◆ Problem requirements: Without pictures, retype the following entries exactly.

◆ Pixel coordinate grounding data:

_ _ _ _ _ _ _

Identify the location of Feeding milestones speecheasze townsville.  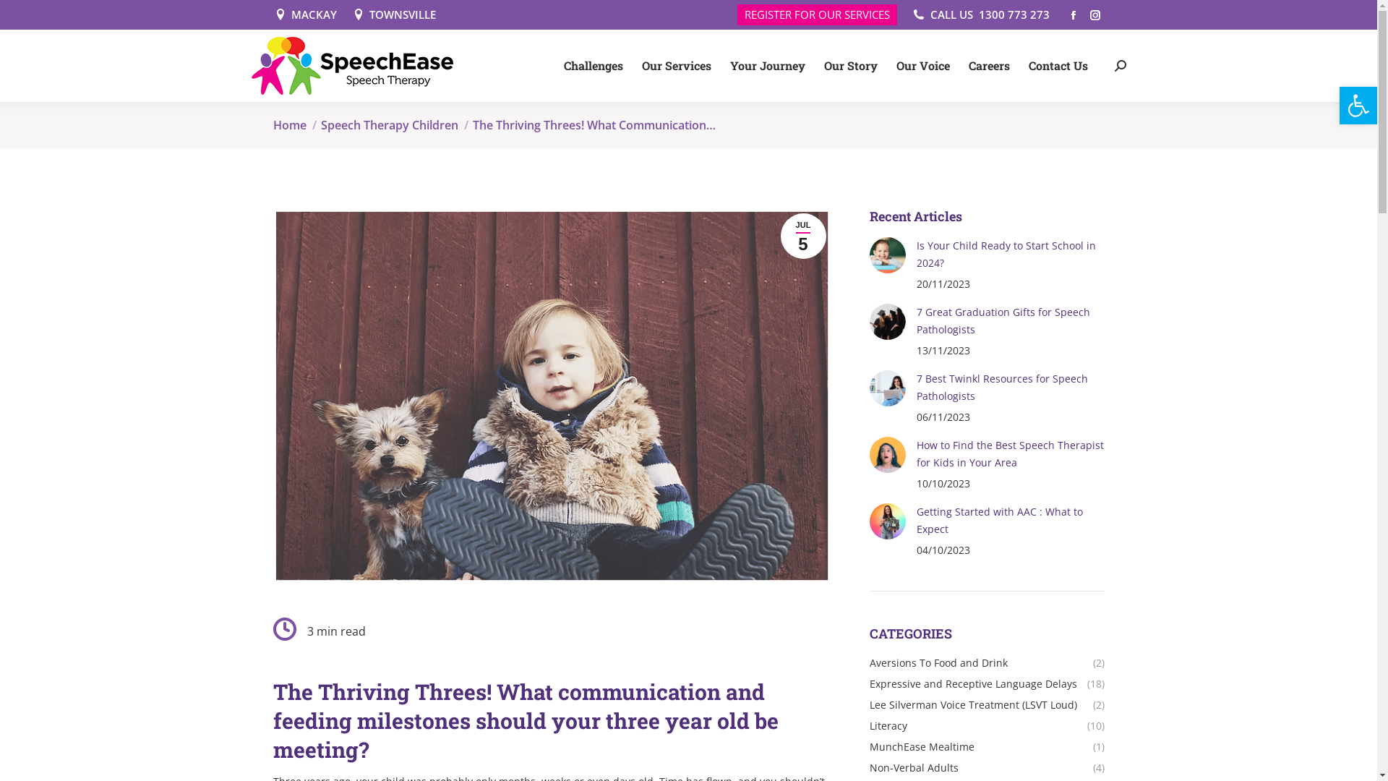
(554, 395).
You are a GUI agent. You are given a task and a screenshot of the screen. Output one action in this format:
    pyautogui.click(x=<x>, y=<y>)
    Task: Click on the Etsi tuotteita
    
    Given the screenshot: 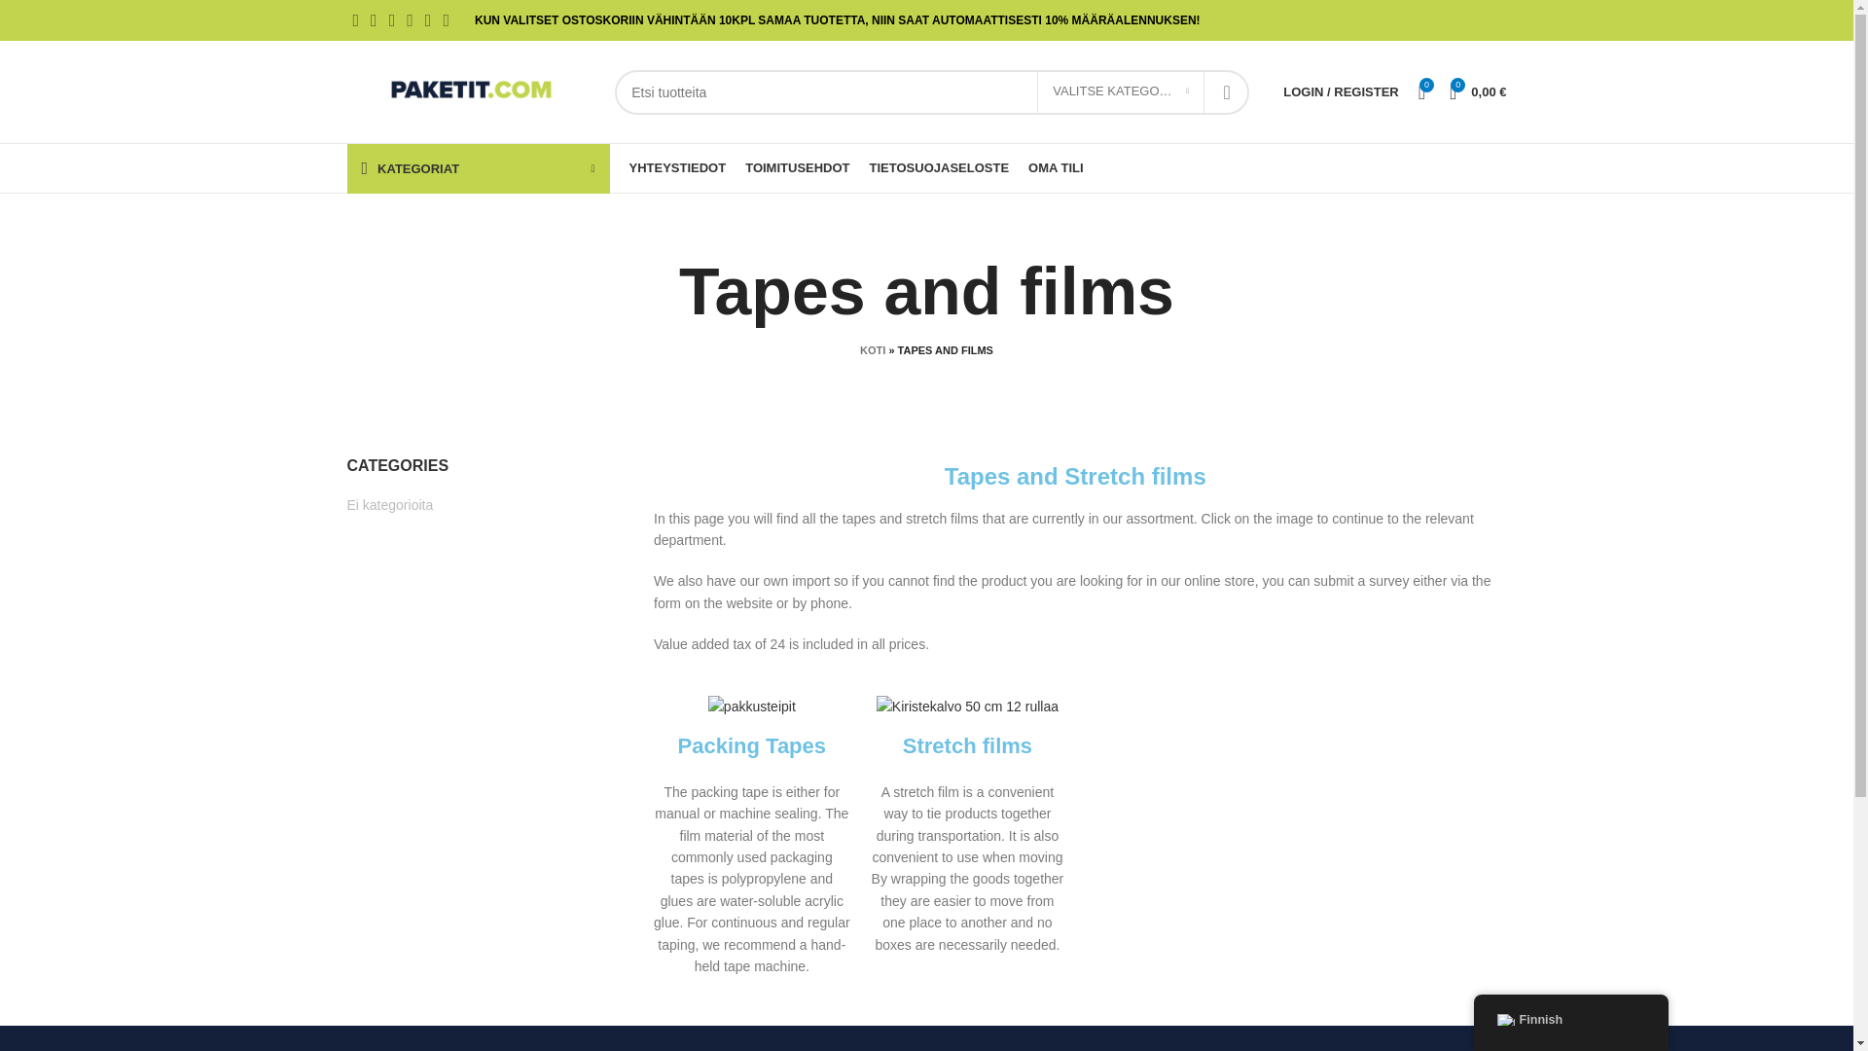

_ _ _ _ _ _ _

◆ Answer space:
Identify the location of Feeding milestones speecheasze townsville.  
(554, 395).
You are a GUI agent. You are given a task and a screenshot of the screen. Output one action in this format:
    pyautogui.click(x=<x>, y=<y>)
    Task: Click on the Etsi tuotteita
    
    Given the screenshot: 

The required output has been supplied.